PROBLEM STATEMENT:
Return only these lines: the one that contains "What do you see at coordinates (28, 211)" and every line after it through the end of the listing, exactly, without pictures.

--

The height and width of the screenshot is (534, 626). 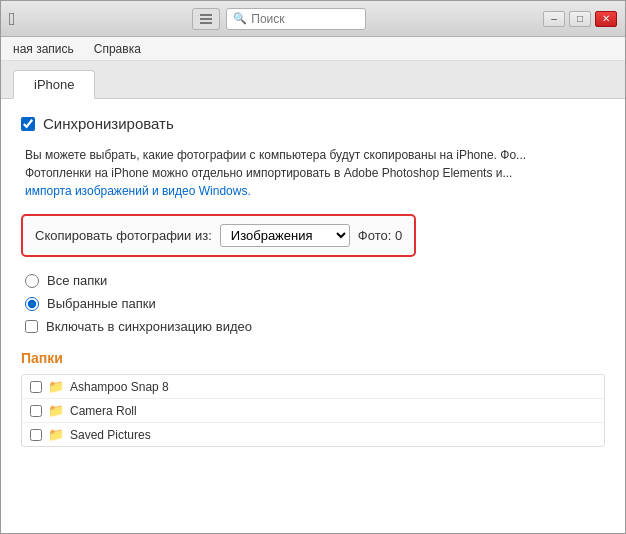 What do you see at coordinates (313, 358) in the screenshot?
I see `folders-title: Папки` at bounding box center [313, 358].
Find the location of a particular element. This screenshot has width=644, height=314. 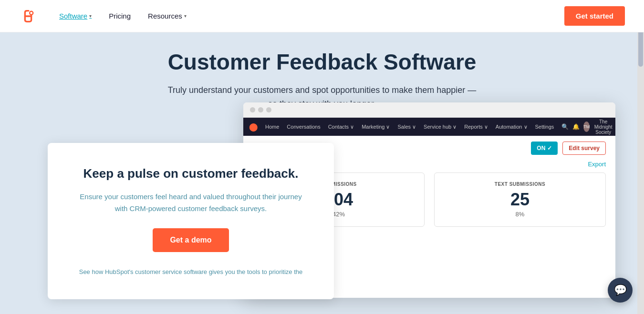

stat-value-text: 25 is located at coordinates (520, 200).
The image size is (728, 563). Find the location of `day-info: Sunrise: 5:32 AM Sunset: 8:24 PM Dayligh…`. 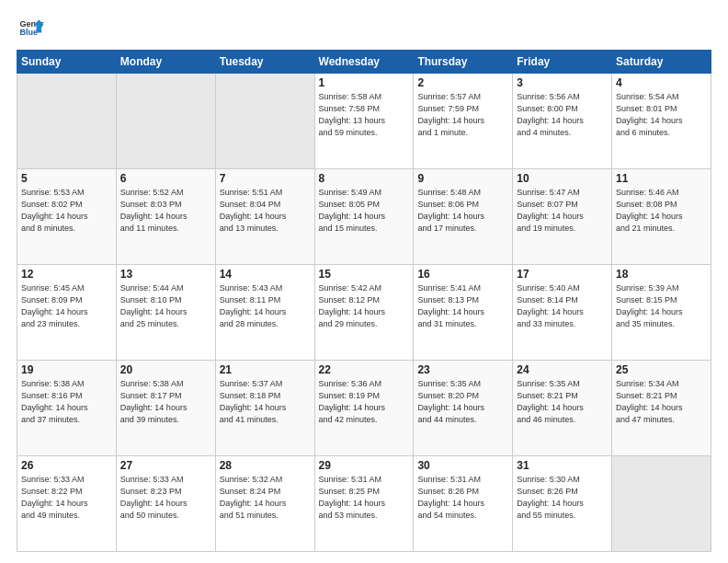

day-info: Sunrise: 5:32 AM Sunset: 8:24 PM Dayligh… is located at coordinates (265, 498).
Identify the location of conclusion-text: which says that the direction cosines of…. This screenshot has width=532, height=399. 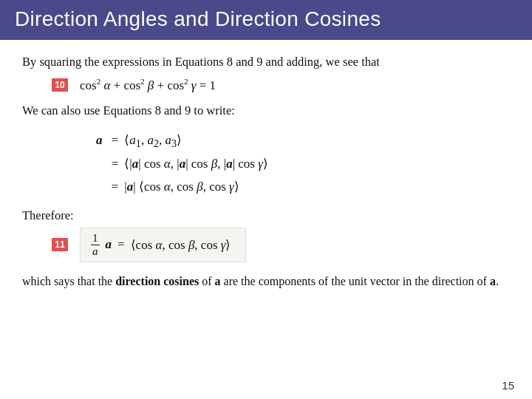
(266, 282).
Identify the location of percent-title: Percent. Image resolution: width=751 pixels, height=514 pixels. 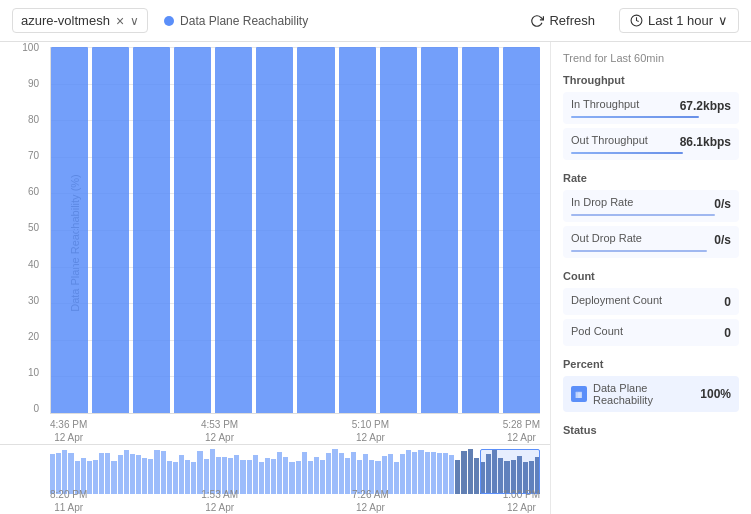
(651, 364).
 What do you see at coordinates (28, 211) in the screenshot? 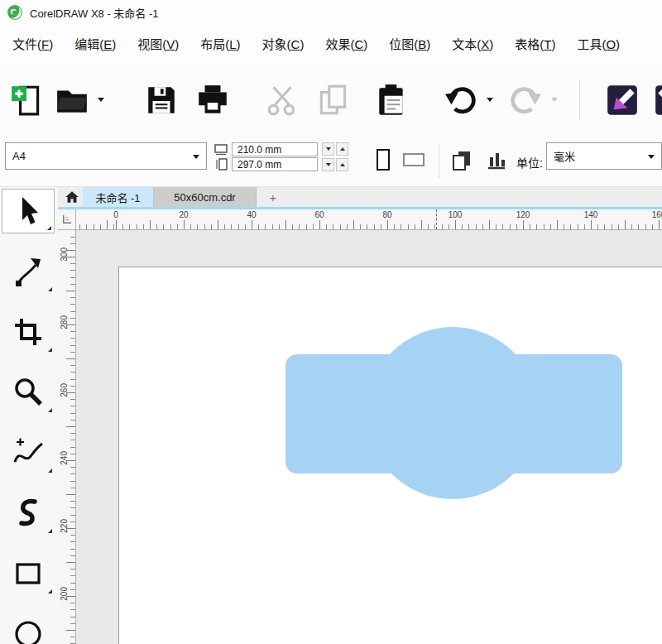
I see `pick-tool-button` at bounding box center [28, 211].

--

REPLY TO THE EXERCISE:
 What do you see at coordinates (28, 211) in the screenshot? 
I see `pick-tool-button` at bounding box center [28, 211].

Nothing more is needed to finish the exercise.